I've just updated my portfolio page with results from my COTs Timer trading system as of this morning, including a few new trades based on my latest trading signals. (See Friday's post and the table linked at my latest signals page for more details on those.) As promised, here are some more market highlights based on Friday's Commitments of Traders report. For you newbies, this is the free weekly report issued by the U.S. Commodity Futures Trading Commission that outlines trillions of dollars in futures and options positions in 100-plus markets, everything from gold to crude oil, the Dow Jones industrials and Japan's Nikkei Stock Average. My system trades these markets when the traders hit certain extremes of bullishness and bearishness that in past data have reliably led to high-probability, market-beating trades. And now for those highlights:
- Is crude oil topping? Not according to my data. The "dumb money" large speculators (these are the big investment firms and hedge funds, who are generally wrongly positioned in most markets) are far from any bullish extreme that would signal an end to the crude boom. In fact, the large specs have steadily reduced their net long position in crude oil futures and options since the end of April as a percentage of the total open interest. (See my glossary page and introduction page if you don't have a clue about what I'm talking about. I know this stuff can be confusing.) The large specs are now 1.5 standard deviations below the longer-term moving average I use for this setup. Definitely, no speculative froth here.
- Will the Federal Reserve Board keep lowering rates to relieve shattered markets or hike because of inflation fears? The COT data is unequivocal: The Fed will not hike and will probably keep cutting interest rates. The large speculators in 30-day Fed Funds contracts, who have in the past reliably predicted the course of rates, have hit multi-year extremes of bullishness in their futures and options positions (meaning they are betting rates will fall). They have been well over two standard deviations above the longer-term moving average I use for this trading setup since the end of May.
- Strange divergence between my silver and gold data. In silver, the "smart money" commercial traders have really hit the brakes, increasing their net short position to a one-year high. In fact, they haven't been this bearish in relation to past data since Dec. 2006. Meanwhile, the large speculators in gold, with whom I trade alongside, are blithely bullish - more than one standard deviation above the moving average for this setup. As a whole, four of my six highly correlated commodities setups are bullish, so I ignored my short silver signal for July 7. But the bearishness of the silver setup could mean some short-term volatility is in store.
Tune back in later today to read my update about my new Russell 2000 trading setup and to see what signal it's giving now. Good luck this week!
TAGS: COT, Commitments of Traders, market timing, trading system development, CFTC, Commodity Futures Trading Commission, COTs Timer, S&P 500, Russell 2000, Bernanke, Fed, interest rates, gold, silver, crude, NASDAQ 100, NDX
6 comments:
Alex:
I'm wondering if the silver commercials are wary of the fact that seasonally, silver tends to peak around now and decline through August, per this chart:
http://www.gold-eagle.com/charts/seasilver.html
The same is not true of gold, which tends to stay somewhat flat now before rising strongly into the fall.
Ray
Hi Alex,
Also similar to the above question:
Does the interpreted data account for seasonal effects into Natural gas, as it gets weak around June/July into August?
Thx.
Pete
Hi Pete,
The setups I use don't specifically revolve around anything other than the past extreme trader positioning levels that have most reliably signaled good trades. As it happens, in the last few years, the setup did go short during portions of those times, but most people who study seasonality advise that it shouldn't be traded on its own, in any case. A seasonally favourable period should generally be traded in conjunction with technicals and/or fundamental analyses, in my opinion.
Regards,
Alex
On July 8, you posted that you would sell Silver. That's not completely ignoring the short signal!
Hi Hotwater,
Thanks for your comment. The idea is to ignore the opposite trade that the setup calls for in the other direction.
Regards,
Alex
Frankly at times like these it is very difficult to know what the Fed will do next.
Investors are running to precious metals, and gold in particular, because they fear the almost inevitable inflationary impact of the loose monetary stance of the Fed in the face of a collapsing US dollar and serious systemic problems in the financial markets .
Fundamentals suggest that crude oil and the precious metals, indeed most commodity prices, are heading upwards worldwide.
With food inventories at 60 year lows, Argentinian farmers in dispute with their Government's export tax, and crude oil supplies not able to match demand despite Saudi Arabia promising to increase daily output, the medium term outlook is for commodities prices to continue rising.
Of course technical analysis may show short term weakness and retracement, but overall the price action is up.
Just consider this. Let's say all technical analysis systems say go short gold today, and then on Tuesday Israel attacks an Iranian nuclear installation.
What do you think happens to the spot gold price on Wednesday?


In full and word for word, print the data below.

--- Data section Enclosed Below ---

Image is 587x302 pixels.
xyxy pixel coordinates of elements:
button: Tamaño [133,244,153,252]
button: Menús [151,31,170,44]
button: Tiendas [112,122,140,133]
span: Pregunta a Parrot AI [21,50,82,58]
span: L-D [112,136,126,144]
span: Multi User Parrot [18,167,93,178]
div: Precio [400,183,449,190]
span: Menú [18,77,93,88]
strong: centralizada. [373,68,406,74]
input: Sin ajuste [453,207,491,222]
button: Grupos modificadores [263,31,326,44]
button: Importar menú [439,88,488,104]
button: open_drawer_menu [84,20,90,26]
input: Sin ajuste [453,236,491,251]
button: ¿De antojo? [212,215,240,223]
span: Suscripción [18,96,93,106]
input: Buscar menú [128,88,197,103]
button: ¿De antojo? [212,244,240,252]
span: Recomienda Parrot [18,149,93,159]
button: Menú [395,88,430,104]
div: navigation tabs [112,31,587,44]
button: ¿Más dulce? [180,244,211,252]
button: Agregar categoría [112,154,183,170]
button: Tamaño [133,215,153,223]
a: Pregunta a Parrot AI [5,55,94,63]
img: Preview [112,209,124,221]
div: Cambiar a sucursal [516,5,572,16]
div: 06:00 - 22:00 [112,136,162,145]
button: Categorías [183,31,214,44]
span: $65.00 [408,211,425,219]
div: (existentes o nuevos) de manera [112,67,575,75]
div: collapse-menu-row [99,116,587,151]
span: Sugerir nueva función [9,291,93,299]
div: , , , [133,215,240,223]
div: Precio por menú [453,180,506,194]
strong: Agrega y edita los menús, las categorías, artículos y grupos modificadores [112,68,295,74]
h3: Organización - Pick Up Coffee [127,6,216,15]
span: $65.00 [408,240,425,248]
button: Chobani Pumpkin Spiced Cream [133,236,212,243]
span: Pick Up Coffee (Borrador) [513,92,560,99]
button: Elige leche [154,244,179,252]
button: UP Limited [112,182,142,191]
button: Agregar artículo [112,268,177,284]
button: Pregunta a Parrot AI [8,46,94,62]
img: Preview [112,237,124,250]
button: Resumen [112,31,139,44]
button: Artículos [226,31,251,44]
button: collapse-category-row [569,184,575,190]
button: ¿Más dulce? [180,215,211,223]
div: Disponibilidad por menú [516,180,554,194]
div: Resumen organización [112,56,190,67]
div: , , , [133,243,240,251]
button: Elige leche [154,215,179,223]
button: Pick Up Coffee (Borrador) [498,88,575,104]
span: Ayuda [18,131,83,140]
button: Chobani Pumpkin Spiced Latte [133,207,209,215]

--- End of Enclosed Data section ---

▸ Task result:
Image is 587x302 pixels.
xyxy pixel coordinates of elements:
button: Tamaño [133,244,153,252]
button: Menús [151,31,170,44]
button: Tiendas [112,122,140,133]
span: Pregunta a Parrot AI [21,50,82,58]
span: L-D [112,136,126,144]
span: Multi User Parrot [18,167,93,178]
div: Precio [400,183,449,190]
span: Menú [18,77,93,88]
strong: centralizada. [373,68,406,74]
input: Sin ajuste [453,207,491,222]
button: Grupos modificadores [263,31,326,44]
button: Importar menú [439,88,488,104]
button: open_drawer_menu [84,20,90,26]
input: Sin ajuste [453,236,491,251]
button: ¿De antojo? [212,215,240,223]
span: Suscripción [18,96,93,106]
input: Buscar menú [128,88,197,103]
button: ¿De antojo? [212,244,240,252]
span: Recomienda Parrot [18,149,93,159]
button: Menú [395,88,430,104]
div: navigation tabs [112,31,587,44]
button: ¿Más dulce? [180,244,211,252]
button: Agregar categoría [112,154,183,170]
button: Tamaño [133,215,153,223]
a: Pregunta a Parrot AI [5,55,94,63]
img: Preview [112,209,124,221]
div: Cambiar a sucursal [516,5,572,16]
div: 06:00 - 22:00 [112,136,162,145]
button: Categorías [183,31,214,44]
span: $65.00 [408,211,425,219]
div: (existentes o nuevos) de manera [112,67,575,75]
div: collapse-menu-row [99,116,587,151]
span: Sugerir nueva función [9,291,93,299]
div: , , , [133,215,240,223]
div: Precio por menú [453,180,506,194]
strong: Agrega y edita los menús, las categorías, artículos y grupos modificadores [112,68,295,74]
h3: Organización - Pick Up Coffee [127,6,216,15]
span: $65.00 [408,240,425,248]
button: Chobani Pumpkin Spiced Cream [133,236,212,243]
span: Pick Up Coffee (Borrador) [513,92,560,99]
button: Elige leche [154,244,179,252]
button: UP Limited [112,182,142,191]
button: Agregar artículo [112,268,177,284]
button: Pregunta a Parrot AI [8,46,94,62]
img: Preview [112,237,124,250]
button: Resumen [112,31,139,44]
button: Artículos [226,31,251,44]
button: collapse-category-row [569,184,575,190]
button: ¿Más dulce? [180,215,211,223]
div: Disponibilidad por menú [516,180,554,194]
div: Resumen organización [112,56,190,67]
div: , , , [133,243,240,251]
button: Elige leche [154,215,179,223]
button: Pick Up Coffee (Borrador) [498,88,575,104]
span: Ayuda [18,131,83,140]
button: Chobani Pumpkin Spiced Latte [133,207,209,215]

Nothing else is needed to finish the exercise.